The one-page format that actually gets used

A 20-page postmortem document exists for three days. A one-page summary with the key numbers and three to five bullet points of process changes gets referenced again in August. The format matters as much as the content.

A workable structure for a solo agent:

  • Total AEP enrollments vs prior year and vs target.
  • Top two lead sources by volume and by close rate.
  • January effectuation rate and chargeback count.
  • AOR retention rate from prior book.
  • One technology note: what tool or process slowed things down the most.
  • Three specific changes to make before the next AEP prep call.

That six-item list takes about 90 minutes to complete with actual data. Enterprise enrollment platforms like Connecture generate detailed reports for large agency operations, but a solo or small team broker does not need that infrastructure. A shared spreadsheet or a note in a project management tool is enough. The discipline of completing it before December 31 is the differentiator, not the sophistication of the format.

Competitor data verified: June 2026. Vendors update features and pricing without notice. Confirm directly before purchasing decisions. Connecture is a trademark of its respective owner. QuoteTurbo is not affiliated with or endorsed by Connecture.

FAQ

Questions brokers ask about reviewing AEP performance and preparing for the next cycle.

When is the right time to do an AEP postmortem?

The best window is December 16 through December 31, after AEP closes and before OEP volume picks up around January 1. Waiting until February means the details of specific lead sources, conversion timing, and enrollment issues are already fading. A two-hour review in the last two weeks of December is worth more than a comprehensive analysis in March.

What is a reasonable close rate benchmark for ACA broker leads?

Close rates vary significantly by lead source and lead quality. Warm referrals from CPAs, attorneys, and existing clients typically close at 50 to 75 percent. Purchased internet leads close at substantially lower rates, often below 15 percent. The benchmark to set is your own close rate by channel from the prior year. Improving that number by channel is more actionable than comparing to an industry average.

Should the postmortem cover technology and tools, not just enrollment numbers?

Yes. Tool performance matters at AEP scale. How long did quoting take per household? Were there plan data gaps or loading delays? Did the PDF export process work reliably? Did your CRM handle volume without breaking workflows? A technology section does not need to be detailed, but noting what slowed you down is worth one bullet per tool for the next AEP prep conversation.

How do I identify which clients were lost to passive auto-renewal?

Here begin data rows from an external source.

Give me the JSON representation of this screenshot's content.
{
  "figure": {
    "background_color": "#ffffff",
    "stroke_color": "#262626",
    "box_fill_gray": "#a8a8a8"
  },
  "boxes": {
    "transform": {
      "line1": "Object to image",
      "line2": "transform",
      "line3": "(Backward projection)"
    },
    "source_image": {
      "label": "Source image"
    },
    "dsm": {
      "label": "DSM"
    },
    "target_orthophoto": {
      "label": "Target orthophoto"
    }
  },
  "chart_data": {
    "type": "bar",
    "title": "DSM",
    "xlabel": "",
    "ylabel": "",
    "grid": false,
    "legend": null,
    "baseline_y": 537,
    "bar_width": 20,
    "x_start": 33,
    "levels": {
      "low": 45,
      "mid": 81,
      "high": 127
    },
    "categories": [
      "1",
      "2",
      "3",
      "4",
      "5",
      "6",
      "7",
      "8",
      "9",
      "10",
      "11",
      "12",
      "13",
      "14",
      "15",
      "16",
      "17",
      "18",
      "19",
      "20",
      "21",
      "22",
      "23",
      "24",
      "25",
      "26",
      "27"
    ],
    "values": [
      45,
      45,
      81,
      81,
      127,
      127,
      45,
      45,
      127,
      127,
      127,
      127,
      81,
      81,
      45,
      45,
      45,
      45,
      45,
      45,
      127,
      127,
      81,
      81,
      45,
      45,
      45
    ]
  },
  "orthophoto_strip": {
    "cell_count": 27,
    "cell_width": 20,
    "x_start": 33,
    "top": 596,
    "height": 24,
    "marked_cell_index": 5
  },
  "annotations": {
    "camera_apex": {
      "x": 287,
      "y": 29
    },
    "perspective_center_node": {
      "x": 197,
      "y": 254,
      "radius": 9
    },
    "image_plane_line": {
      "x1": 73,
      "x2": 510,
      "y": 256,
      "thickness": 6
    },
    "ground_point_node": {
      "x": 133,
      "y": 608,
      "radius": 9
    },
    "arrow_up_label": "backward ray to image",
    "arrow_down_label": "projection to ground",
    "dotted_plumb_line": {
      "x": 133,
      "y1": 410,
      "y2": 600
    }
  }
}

Check AOR status in carrier portals after January 1. Any client from your prior book who renewed without contacting you and whose AOR no longer shows your NPN has auto-renewed, potentially on a plan you did not recommend. Carrier portals vary in how easily they surface this, but most show current agent assignment. This list is your first call list for September outreach before the next AEP.

Do chargebacks from one AEP predict lapse risk in the next?

Sometimes. If chargebacks cluster around a specific income segment, plan type, or lead source, the pattern points to a structural issue in the enrollment conversation. A client who lapses because they could not afford the first premium after enrollment suggests the premium and APTC numbers were not clearly communicated at enrollment. If chargebacks are distributed randomly, the cause is more likely individual client circumstances than a systemic process issue.

This is editorial content. Not insurance advice. Verify regulations and figures with primary sources before relying. See our Privacy Policy.

Footer background
QuoteTurbo

Crafted with ❤️ by Team Devkrest

Copyright QuoteTurbo 2026

QuoteTurbo is a software tool. It does not provide insurance advice. Coverage decisions rest with the broker and the consumer.